Comment by asimeqi

7 days ago

15 years after MIT made the same switch from Scheme to Python. Since CS at MIT seems to be fine, so will CS at NEU.

"Everything will be OK" - people will succeed in any system. Nobody will ever compare the outputs of the two systems, so nobody will ever know.

Let me instead suggest that one question we should ask is: What kind of students will be successful in the new system? What kinds of students will not?

One interesting thing aspect of the former curriculum is that (IMO) it provides an entry for students who are not entering with a lot of pre-existing knowledge. One of the criticisms of "old school" computer science teaching is that it privileges students who already have exposure to the material... The former curriculum is not the only way to level the playing field, but it certainly does provide a more level playing field for students who might not even be sure about the major.

I will stop with the suggestion that (IMO) pre-existing experience is definitely not the best indicator of future developer quality, so I value a curriculum that does not select for this.

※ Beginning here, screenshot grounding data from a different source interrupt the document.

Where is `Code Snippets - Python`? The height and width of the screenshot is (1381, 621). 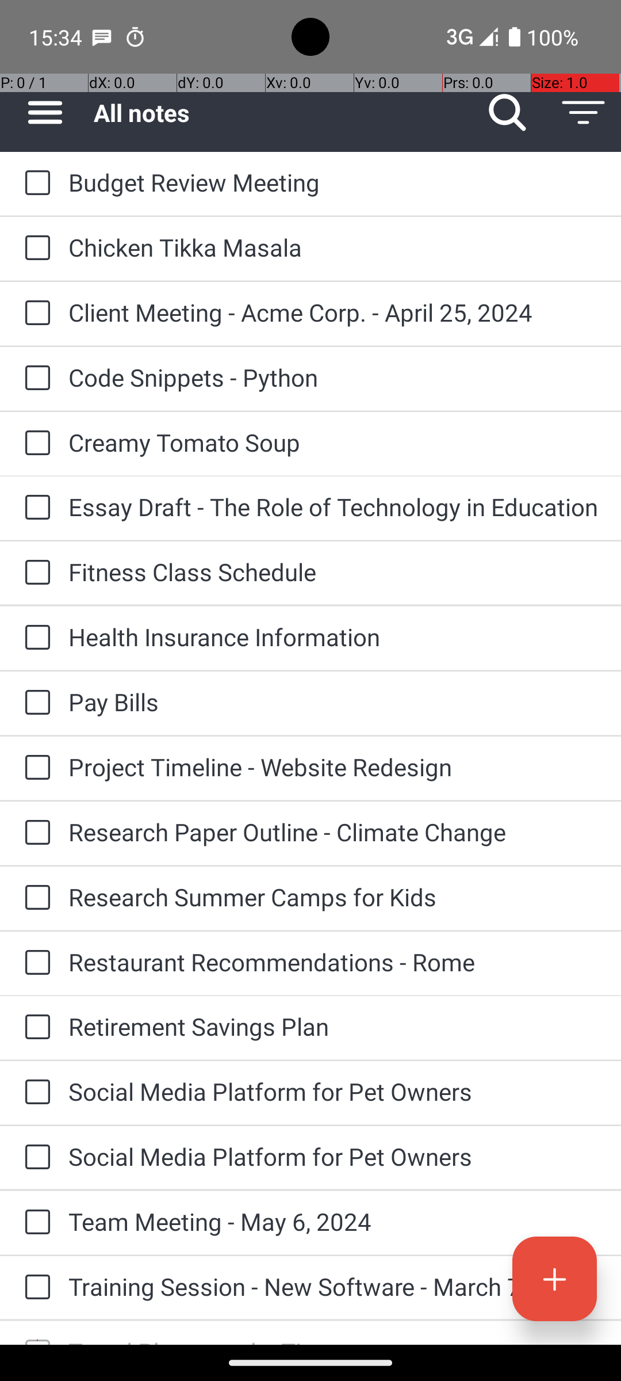
Code Snippets - Python is located at coordinates (334, 377).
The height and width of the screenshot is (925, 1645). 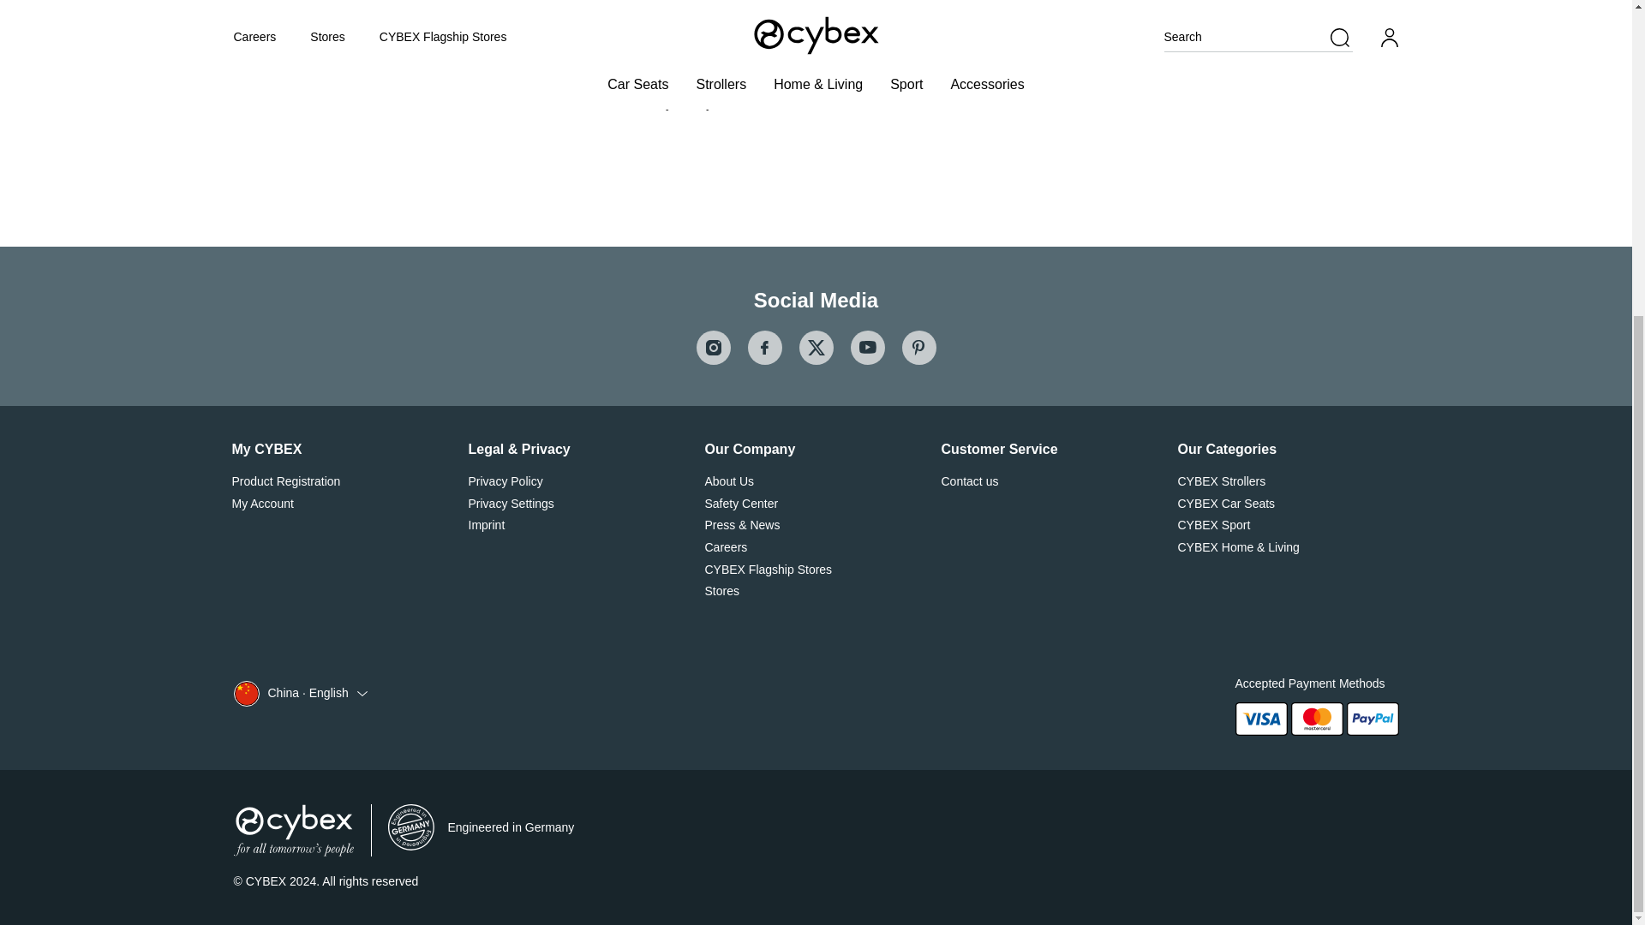 What do you see at coordinates (293, 829) in the screenshot?
I see `CYBEX for all tomorrow's people` at bounding box center [293, 829].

(Caveats: never saw the new curriculum, it could be just fine, there are lots of other ways to accomplish this goal, but still... I am concerned.)

  • I don't know how much I buy the "leveling the playing field" argument. In my computer architecture class, we learned Sparc assembly. Very few people had encountered much assembly, and definitely not Sparc. At first, it was level, but people with more programming experience quickly adapted since it wasn't actually that different.

I believe this is a fundamental misjudgement of the CS curriculums at MIT and NEU and, apologies for being blunt, probably the worst take on this thread.

The student populations at MIT and NEU, particularly in CS, are fundamentally different. The majority of undergraduates at CS MIT participate in academic research while the vast majority of CS undergraduates at NEU do not (do not let NEU's exceptionally high computer science research output [1] confuse you - the undergraduate and graduate schools are very separate). MIT educates significantly less students than NEU. MIT's algorithms class (6.046) is significantly more rigorous than NEU's equivalent (CS3000) - just compare the publicly available curriculum and problem sets [2,3]. In general, MIT's CS curriculum caters towards the third of the student body that go on to do PhDs, while NEU's CS curriculum caters towards the vast majority of students that beeline towards industry [4,5]. The institutional goals and educational values between MIT and NEU could not be more different. I know all of this to be true because I've spent a significant amount of time at both institutions.

I don't know if NEU will butcher its CS curriculum. I hope not. I guess we'll just have to see.

P.S. it's worth checking out Pyret [4], essentially a functional teaching programming language. The language is mostly written by NEU staff, so I wager NEU's future CS curriculum plans to phase out Racket in favor of Pyret.

[1] https://csrankings.org/#/fromyear/2014/toyear/2024/index?all... [2] https://courses.csail.mit.edu/6.046/ [3] https://tlarock.github.io/teaching/cs3000/syllabus.html [4] https://facts.mit.edu/alumni/ [5] https://www.northeastern.edu/experiential-learning/co-op/ [6] https://pyret.org

MIT, despite it thinking otherwise, is a slave to industry, funding, and trends.

History says otherwise.

Before the current curriculum was implemented, a good portion of students were having difficulty finding jobs and co-ops. After the switch, employers were very eager to hire these students.

The change is not a mere "switch to Python" (which itself is not nothing). It is the replacement of a good curriculum with something mediocre.

Also, I don't know how MIT is doing after the switch.